Monsters and Critics
March 31, 2010

http://www.monstersandcritics.com/news/europe/news/article_1545044.php/German-bishop-accused-of-corporal-punishment-Roundup

Augsburg, Germany - A German Catholic bishop was accused Wednesday of administering corporal punishment to children 30 years ago as a scandal over sex abuse and violence grew in the homeland of Pope Benedict XVI.

The office of Walter Mixa, bishop of Augsburg, vehemently denied the claims that he spanked and slapped children in an orphanage in the southern town of Schrobenhausen while he was a junior priest.

Many German Catholics have been embittered at revelations that Catholic clergy groped, fondled or thrashed children in hundreds of cases between the 1950s and the 1980s. In a few cases, it has emerged that priests were convicted of rape.

The church has been accused of hampering inquiries at the time and even the pope has come under fire for a 1980 decision when he was archbishop of Munich to employ a priest with a history of paedophilia.

A woman, 47, who asked not to be quoted by name, told the German Press Agency dpa that she had been physically punished by Mixa on several occasions before the state of Bavaria outlawed corporal punishment in schools and institutions in 1980.

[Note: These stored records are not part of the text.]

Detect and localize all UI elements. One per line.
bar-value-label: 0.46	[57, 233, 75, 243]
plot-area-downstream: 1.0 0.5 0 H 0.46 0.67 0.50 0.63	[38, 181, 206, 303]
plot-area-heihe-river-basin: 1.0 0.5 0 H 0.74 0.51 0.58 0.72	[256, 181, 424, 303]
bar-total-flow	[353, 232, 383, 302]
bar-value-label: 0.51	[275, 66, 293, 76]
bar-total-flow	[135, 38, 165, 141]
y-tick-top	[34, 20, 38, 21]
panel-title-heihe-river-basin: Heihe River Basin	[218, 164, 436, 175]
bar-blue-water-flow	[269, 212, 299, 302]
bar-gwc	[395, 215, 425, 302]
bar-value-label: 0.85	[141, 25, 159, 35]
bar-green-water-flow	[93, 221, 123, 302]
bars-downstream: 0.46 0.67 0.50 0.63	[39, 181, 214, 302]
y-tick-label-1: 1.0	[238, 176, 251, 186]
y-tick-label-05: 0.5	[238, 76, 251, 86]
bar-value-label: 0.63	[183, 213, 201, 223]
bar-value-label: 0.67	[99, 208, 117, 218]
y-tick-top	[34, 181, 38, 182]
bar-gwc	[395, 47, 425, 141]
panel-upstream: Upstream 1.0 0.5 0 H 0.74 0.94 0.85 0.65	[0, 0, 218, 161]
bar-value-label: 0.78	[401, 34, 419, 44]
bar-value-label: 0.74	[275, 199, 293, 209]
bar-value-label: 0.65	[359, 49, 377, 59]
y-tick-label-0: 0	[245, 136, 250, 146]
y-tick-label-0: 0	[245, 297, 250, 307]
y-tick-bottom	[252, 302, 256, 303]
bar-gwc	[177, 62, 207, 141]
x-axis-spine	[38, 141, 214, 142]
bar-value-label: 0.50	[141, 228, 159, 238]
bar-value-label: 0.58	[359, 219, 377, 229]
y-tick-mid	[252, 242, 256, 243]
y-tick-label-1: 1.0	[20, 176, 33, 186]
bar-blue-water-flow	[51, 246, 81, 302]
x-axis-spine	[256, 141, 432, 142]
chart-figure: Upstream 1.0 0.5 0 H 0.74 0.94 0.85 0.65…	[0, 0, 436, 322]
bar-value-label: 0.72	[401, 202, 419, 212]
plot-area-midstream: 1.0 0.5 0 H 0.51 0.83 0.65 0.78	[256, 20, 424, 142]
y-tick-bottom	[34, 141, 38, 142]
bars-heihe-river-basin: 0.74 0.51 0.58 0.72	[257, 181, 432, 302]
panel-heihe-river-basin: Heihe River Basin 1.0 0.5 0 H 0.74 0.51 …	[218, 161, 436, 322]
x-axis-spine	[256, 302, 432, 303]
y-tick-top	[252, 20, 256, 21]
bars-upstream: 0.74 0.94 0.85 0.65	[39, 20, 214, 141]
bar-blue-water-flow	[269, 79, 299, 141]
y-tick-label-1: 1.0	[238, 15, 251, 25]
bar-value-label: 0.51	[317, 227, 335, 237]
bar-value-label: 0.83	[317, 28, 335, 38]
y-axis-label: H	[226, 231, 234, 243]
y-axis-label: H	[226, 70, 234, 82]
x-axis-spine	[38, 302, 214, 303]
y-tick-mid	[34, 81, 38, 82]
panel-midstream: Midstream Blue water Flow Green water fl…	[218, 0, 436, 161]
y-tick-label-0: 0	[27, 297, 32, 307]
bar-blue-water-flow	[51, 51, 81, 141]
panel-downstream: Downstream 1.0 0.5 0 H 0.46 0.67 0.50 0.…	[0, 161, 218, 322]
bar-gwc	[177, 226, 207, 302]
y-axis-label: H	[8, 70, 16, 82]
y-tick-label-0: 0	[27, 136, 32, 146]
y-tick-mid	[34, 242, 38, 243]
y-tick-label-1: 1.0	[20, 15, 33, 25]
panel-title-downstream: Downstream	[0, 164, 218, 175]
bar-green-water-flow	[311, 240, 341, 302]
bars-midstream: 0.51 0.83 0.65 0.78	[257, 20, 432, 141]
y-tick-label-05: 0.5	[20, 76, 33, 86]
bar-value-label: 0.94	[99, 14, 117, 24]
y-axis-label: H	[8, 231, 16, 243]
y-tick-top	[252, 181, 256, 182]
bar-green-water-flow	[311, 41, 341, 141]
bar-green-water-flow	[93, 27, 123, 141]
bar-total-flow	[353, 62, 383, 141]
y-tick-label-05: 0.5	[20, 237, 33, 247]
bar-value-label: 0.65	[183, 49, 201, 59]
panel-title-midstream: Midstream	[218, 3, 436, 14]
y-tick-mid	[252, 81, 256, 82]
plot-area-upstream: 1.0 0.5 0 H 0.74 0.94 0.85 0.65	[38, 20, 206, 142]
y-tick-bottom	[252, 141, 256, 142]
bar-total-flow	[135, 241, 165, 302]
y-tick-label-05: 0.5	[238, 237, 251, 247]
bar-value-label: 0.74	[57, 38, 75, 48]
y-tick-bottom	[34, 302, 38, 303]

Mixa is the first of Germany's 27 bishops to be personally accused of any abuse. In Germany, the scandal has widened to include sex abuse at both church and non-church schools and the corporal punishment Germans have not experienced for the past 30 years.

The woman said she was smacked while Mixa was parish priest of Schrobenhausen and a member of the board of an orphanage run by nuns, which mainly catered to children who came from broken homes or were too difficult for their parents to manage.

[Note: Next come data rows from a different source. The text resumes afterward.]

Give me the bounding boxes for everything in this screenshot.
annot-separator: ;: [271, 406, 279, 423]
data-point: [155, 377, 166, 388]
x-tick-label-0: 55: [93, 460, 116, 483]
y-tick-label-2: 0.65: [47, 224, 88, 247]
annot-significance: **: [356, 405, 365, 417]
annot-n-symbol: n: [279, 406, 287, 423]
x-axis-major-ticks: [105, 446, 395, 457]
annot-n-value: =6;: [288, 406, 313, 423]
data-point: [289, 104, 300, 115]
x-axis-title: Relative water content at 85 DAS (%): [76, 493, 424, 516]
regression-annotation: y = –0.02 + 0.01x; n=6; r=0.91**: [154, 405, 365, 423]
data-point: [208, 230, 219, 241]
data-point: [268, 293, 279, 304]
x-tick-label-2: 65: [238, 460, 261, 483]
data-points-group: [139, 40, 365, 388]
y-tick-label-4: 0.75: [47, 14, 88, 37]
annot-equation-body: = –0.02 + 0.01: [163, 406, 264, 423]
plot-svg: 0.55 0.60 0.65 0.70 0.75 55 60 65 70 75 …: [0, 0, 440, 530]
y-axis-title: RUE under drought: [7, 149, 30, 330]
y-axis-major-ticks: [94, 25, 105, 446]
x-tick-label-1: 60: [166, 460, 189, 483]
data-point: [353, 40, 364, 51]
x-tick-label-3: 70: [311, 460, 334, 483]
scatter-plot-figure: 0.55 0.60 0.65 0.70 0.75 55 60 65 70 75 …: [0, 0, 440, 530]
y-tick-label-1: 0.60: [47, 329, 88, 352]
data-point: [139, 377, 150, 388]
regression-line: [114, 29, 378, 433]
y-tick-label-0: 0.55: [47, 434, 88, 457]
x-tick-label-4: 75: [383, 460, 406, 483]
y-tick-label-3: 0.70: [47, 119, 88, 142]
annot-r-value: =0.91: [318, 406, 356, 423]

'They were blows to the face with the palm of his hand or his fist,' she said. She said she was once hit so hard that she fell over onto a bed. On another occasion, as a 14-year-old, Mixa caught her smoking while walking down a street, she claimed.

He had slapped her so sharply that the cigarette flew out of her mouth. 'He went full tilt at me,' she said. 'Whenever we were naughty, the nuns would threaten that the parish priest would deal with us.'

A newspaper, the Sueddeutsche Zeitung, reported that other complainants said Mixa hit them with his fists.

The bishop's office later issued a statement saying, 'At no time and in none of his functions has Bishop Mixa ever maltreated children.'

It said the reports were 'absurd, untrue and evidently concocted with the aim of personally discrediting the bishop' because he was 'a prominent representative of the Catholic Church.'

Pope Benedict's brother, Georg Ratzinger, 86, admitted this month he had slapped misbehaving children employed to sing in a world-famed boy's choir at Regensburg Cathedral. He was director of music there from 1964 to 1994.

Ratzinger, now retired, said on radio that most teachers had been deeply relieved when Bavaria state outlawed corporal punishment in 1980, seven years after the rest of Germany, and teachers were no longer expected to hit children as part of their job.

The statement from Mixa said the diocese reserved the right to sue those making the claims.

But the co-leader of Germany's opposition Greens party, Claudia Roth, called for an independent inquiry. She said those making allegations had to be guaranteed safety and must not face any threats.

Mixa, who is a leading conservative in the German Catholic church, was parish priest in Schrobenhausen from 1975 to 1996, when he was appointed bishop of Eichstaett. In 2005 he moved to Augsburg.